The Magic of a Fetal Fetish in the Face of Climate Crisis and the Expanse of Dense Temporalities

 

Abstract

In times of cultural upheaval, the image of the child, typically a White girl, has been used to represent the vulnerability of humanity as a whole. In the face of escalating climate crisis the fetus is now standing in to represent the future, and the uterus has become the only environment many politicians are willing to legislate. It appears the fetus has become a flexible fetish object used both to displace growing annihilation anxieties in the present and as a way of racially colonizing the future. As fetal protection and anti-abortion laws spread across the United States, gestating bodies have been identified as the primary threats to healthy pregnancy. Integrating psychoanalytic theory with concepts from anti-Blackness and Indigenous theories, I outline a situation where the fetal fetish functions as a colonizing temporal system of affect regulation that is currently being used consolidate and secure White, cisgender, able-bodied, heteromasculinity and human exceptionalism.

Disclosure Statement

No potential conflict of interest was reported by the author(s).

Additional information

Notes on contributors

Katie Gentile

Katie Gentile, Ph.D. is Professor and Chair of the Department of Interdisciplinary Studies at John Jay College of Criminal Justice (City University of New York).

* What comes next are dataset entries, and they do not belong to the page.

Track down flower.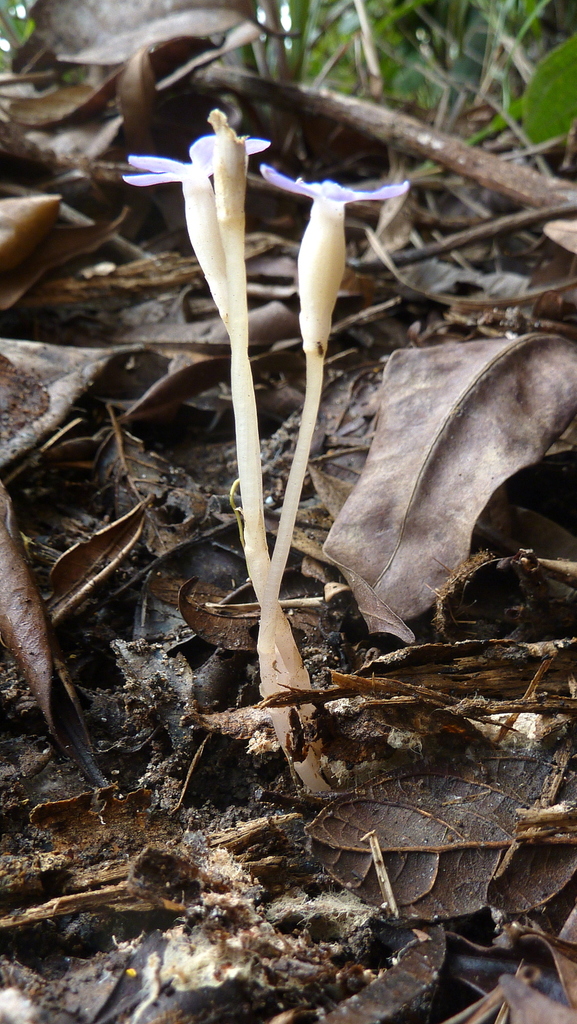
Tracked to 123/134/275/364.
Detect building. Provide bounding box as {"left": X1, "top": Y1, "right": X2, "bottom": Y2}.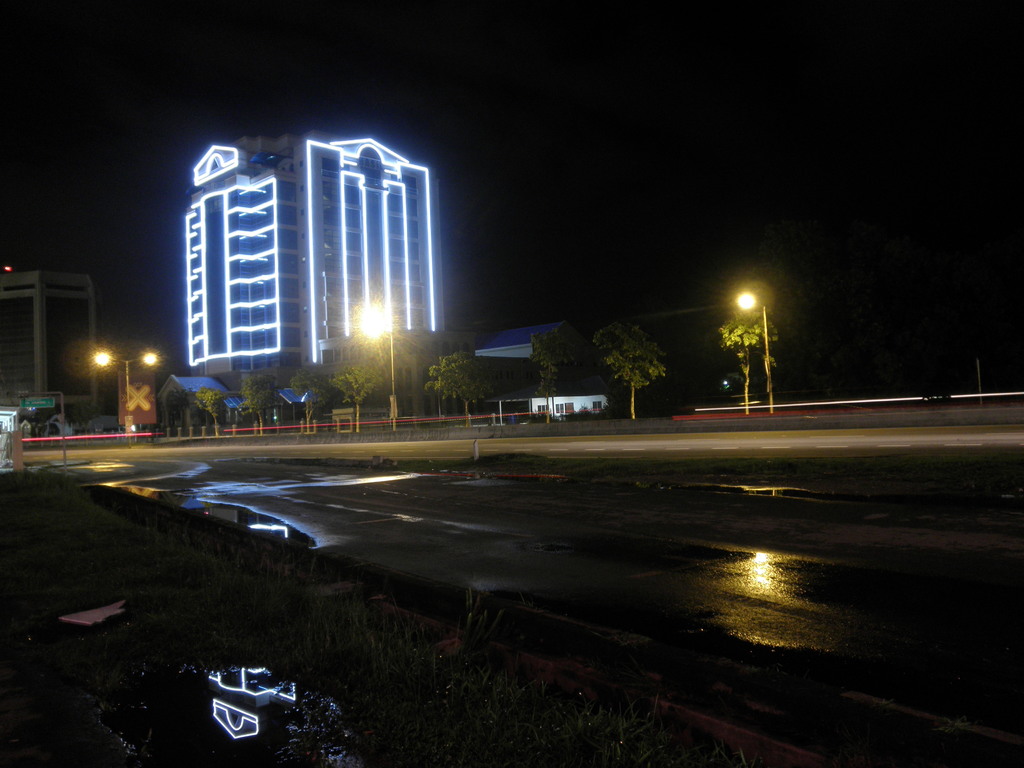
{"left": 0, "top": 266, "right": 99, "bottom": 436}.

She is the author of Creating bodies: Eating disorders as self-destructive survival and the 2017 Gradiva Award winning The Business of being made: The temporalities of reproductive technologies, in psychoanalysis and cultures, both from Routledge. She is editor of the journal Studies in Gender and Sexuality, on the faculty of New York University’s Postdoctoral Program in Psychotherapy and the Psychoanalysis and the Critical Social Psychology program at the CUNY Graduate Center. She is in private practice in New York City.